Popular Netflix movie ‘The Social Dilemma’ slams social media but offers few solutions

FAN Editor

The Netflix logo is shown in this illustration photograph in Encinitas, California.

Mike Blake | Reuters

The new Netflix documentary-drama “The Social Dilemma” has sparked some social media users to abandon their accounts — but it’s unlikely to put a dent in the tech giants it takes on.

A frequent entry on Netflix’s Top 10 list of most popular movies since its September 9 premiere on the platform, “The Social Dilemma” has been praised for being “possibly the single most lucid, succinct, and profoundly terrifying analysis of social media ever created” by Indiewire as well as criticized for being “manipulative and misleading” by tech analyst Benedict Evans.

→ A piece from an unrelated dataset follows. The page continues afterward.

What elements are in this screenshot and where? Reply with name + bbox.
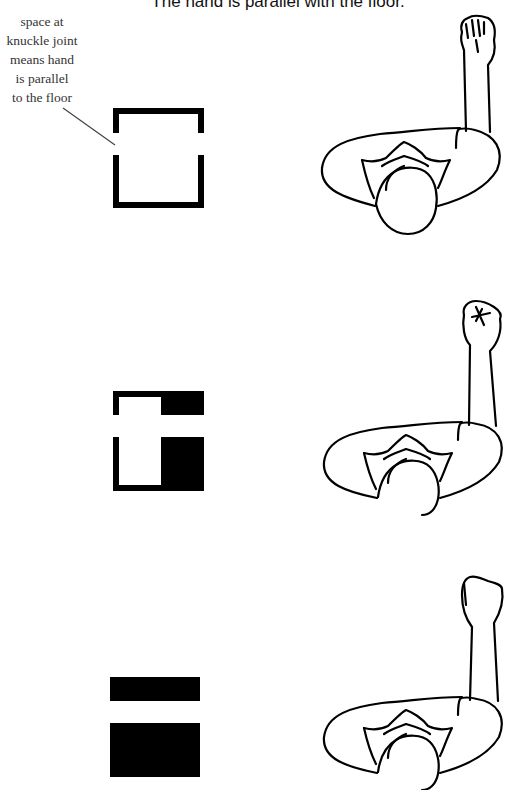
figure-arm-fist-dropped <box>0 0 516 790</box>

“The Social Dilemma” explores how the Internet’s most popular products work on a basic business model of tracking users’ behavior in order to sell targeted ads and induce addiction in a vicious cycle. The film blends interviews with tech experts, including many former employees of Silicon Valley giants, and PSA-style dramatic scenarios illustrating the negative effects of social media on average Americans. Among the many issues the film touches on include how tech companies have influenced elections, ethnic violence and rates of depression and suicide. 

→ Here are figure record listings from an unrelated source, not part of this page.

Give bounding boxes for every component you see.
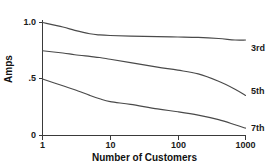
x-axis-title: Number of Customers <box>42 153 247 163</box>
y-tick-label-0: 0 <box>8 131 36 140</box>
series-line-3rd <box>43 23 246 41</box>
y-tick-label-1.0: 1.0 <box>8 18 36 27</box>
series-label-5th: 5th <box>251 87 265 96</box>
chart-figure: 1.0 .5 0 1 10 100 1000 Amps Number of Cu… <box>0 0 277 168</box>
x-tick-label-1: 1 <box>30 141 55 150</box>
series-label-3rd: 3rd <box>251 44 265 53</box>
x-tick-label-10: 10 <box>98 141 123 150</box>
x-tick-label-1000: 1000 <box>233 141 258 150</box>
series-label-7th: 7th <box>251 124 265 133</box>
y-axis-title: Amps <box>4 47 14 91</box>
series-line-7th <box>43 79 246 128</box>
x-tick-label-100: 100 <box>166 141 191 150</box>
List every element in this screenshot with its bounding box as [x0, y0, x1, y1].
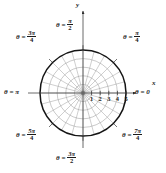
radial-tick-label-4: 4 [114, 96, 120, 102]
angle-label-pi-over-4: θ = π 4 [123, 30, 140, 44]
angle-label-3pi-over-2: θ = 3π 2 [56, 151, 76, 165]
angle-label-prefix: θ = [123, 33, 132, 41]
fraction-pi-over-4: π 4 [134, 30, 140, 44]
fraction-3pi-over-4: 3π 4 [27, 30, 36, 44]
fraction-denominator: 2 [67, 25, 73, 32]
y-axis-label: y [76, 2, 79, 9]
polar-grid-plot [0, 0, 166, 173]
angle-label-prefix: θ = [16, 131, 25, 139]
angle-label-pi: θ = π [4, 89, 19, 96]
radial-tick-label-2: 2 [97, 96, 103, 102]
outer-tick-45 [113, 59, 117, 63]
angle-label-zero: θ = 0 [135, 89, 150, 96]
angle-label-value: 0 [146, 88, 150, 96]
angle-label-7pi-over-4: θ = 7π 4 [122, 128, 142, 142]
angle-label-prefix: θ = [122, 131, 131, 139]
angle-label-prefix: θ = [135, 88, 144, 96]
angle-label-prefix: θ = [4, 88, 13, 96]
radial-tick-label-1: 1 [89, 96, 95, 102]
fraction-denominator: 4 [133, 135, 142, 142]
fraction-denominator: 4 [27, 37, 36, 44]
angle-label-pi-over-2: θ = π 2 [56, 18, 73, 32]
angle-label-5pi-over-4: θ = 5π 4 [16, 128, 36, 142]
fraction-7pi-over-4: 7π 4 [133, 128, 142, 142]
outer-tick-225 [49, 123, 53, 127]
fraction-3pi-over-2: 3π 2 [67, 151, 76, 165]
angle-label-prefix: θ = [56, 21, 65, 29]
angle-label-prefix: θ = [16, 33, 25, 41]
polar-coordinate-figure: 1 2 3 4 5 y x θ = π 2 θ = 3π 4 θ = π 4 θ… [0, 0, 166, 173]
x-axis-label: x [152, 80, 156, 87]
radial-tick-labels: 1 2 3 4 5 [0, 96, 166, 105]
angle-label-3pi-over-4: θ = 3π 4 [16, 30, 36, 44]
outer-tick-315 [113, 123, 117, 127]
outer-tick-135 [49, 59, 53, 63]
fraction-denominator: 4 [134, 37, 140, 44]
fraction-pi-over-2: π 2 [67, 18, 73, 32]
angle-label-prefix: θ = [56, 154, 65, 162]
radial-tick-label-3: 3 [106, 96, 112, 102]
pole-origin [81, 91, 85, 95]
fraction-denominator: 4 [27, 135, 36, 142]
fraction-5pi-over-4: 5π 4 [27, 128, 36, 142]
fraction-denominator: 2 [67, 158, 76, 165]
angle-label-value: π [15, 88, 19, 96]
radial-tick-label-5: 5 [123, 96, 129, 102]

The employee interviews are the most interesting part, as they explain how their companies developed technology that so effectively manipulates the human psyche, and express their regrets over what they unleashed. Their warnings are dire. In the film, former Facebook executive Tim Kendall says his biggest short-term worry is “civil war,” while technology pioneer Jaron Lanier warns, “If we go down the status quo for, let’s say, another 20 years, we probably destroy our civilization through willful ignorance.”

Despite the confessionals and doomsaying, however, the final recommendations to the average consumer of these tech products are disappointingly unoriginal. These self-help suggestions include: turn off notifications; uninstall time-wasting apps; fact-check before you share sources; and follow people with different views than you.

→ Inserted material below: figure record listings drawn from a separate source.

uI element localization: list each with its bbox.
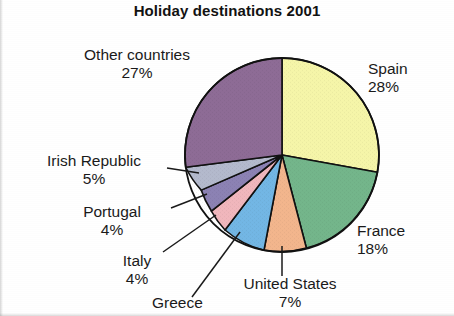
pie-label-france-name: France [357, 222, 405, 239]
pie-label-other-countries-pct: 27% [62, 64, 212, 82]
pie-label-italy-name: Italy [123, 252, 151, 269]
pie-label-united-states: United States 7% [228, 275, 352, 311]
pie-chart-figure: Holiday destinations 2001 [0, 0, 454, 316]
pie-label-france-pct: 18% [357, 240, 449, 258]
pie-label-irish-republic: Irish Republic 5% [22, 152, 166, 188]
pie-label-greece-name: Greece [152, 294, 203, 311]
pie-label-spain-name: Spain [368, 60, 408, 77]
pie-label-italy: Italy 4% [104, 252, 170, 288]
pie-label-irish-republic-name: Irish Republic [47, 152, 141, 169]
pie-label-portugal-name: Portugal [83, 203, 141, 220]
pie-label-irish-republic-pct: 5% [22, 170, 166, 188]
pie-label-france: France 18% [357, 222, 449, 258]
pie-label-united-states-name: United States [243, 275, 336, 292]
leader-line-italy [163, 215, 216, 252]
pie-label-portugal: Portugal 4% [56, 203, 168, 239]
pie-label-portugal-pct: 4% [56, 221, 168, 239]
pie-label-other-countries-name: Other countries [84, 46, 190, 63]
pie-label-spain-pct: 28% [368, 78, 446, 96]
pie-label-other-countries: Other countries 27% [62, 46, 212, 82]
paper-texture-overlay [186, 59, 378, 251]
pie-label-spain: Spain 28% [368, 60, 446, 96]
pie-label-united-states-pct: 7% [228, 293, 352, 311]
pie-label-greece: Greece [152, 294, 236, 312]
pie-label-italy-pct: 4% [104, 270, 170, 288]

Perhaps the most ironic one is not to watch what the recommendation algorithms suggest — although presumably the exception is when the Netflix algorithm loads up “The Social Dilemma.”

Big tech companies are not likely to take films like “The Social Dilemma” as an existential threat. Facebook, a frequent target of social media criticism, still posted record highs in audience and revenue this year. Advertiser boycotts sparked by dissatisfaction with the company’s hate speech policies had little serious impact, as Mark Zuckerberg successfully predicted.

“The Social Dilemma” ends with interviewees exhorting viewers to “change the conversation” around technology.

But after all these tech figures’ explanations about how effective they and their companies were at hijacking human psychology for profit — explanations that include more than a few comparisons of engineers to magicians, and a ham-handed use of the song “I Put a Spell on You” — the rhetoric falls a little flat. Shouldn’t the tech industry itself be able to do more? “The Social Dilemma” still seems to put the onus on us, the users, when it should be asking more of its participants.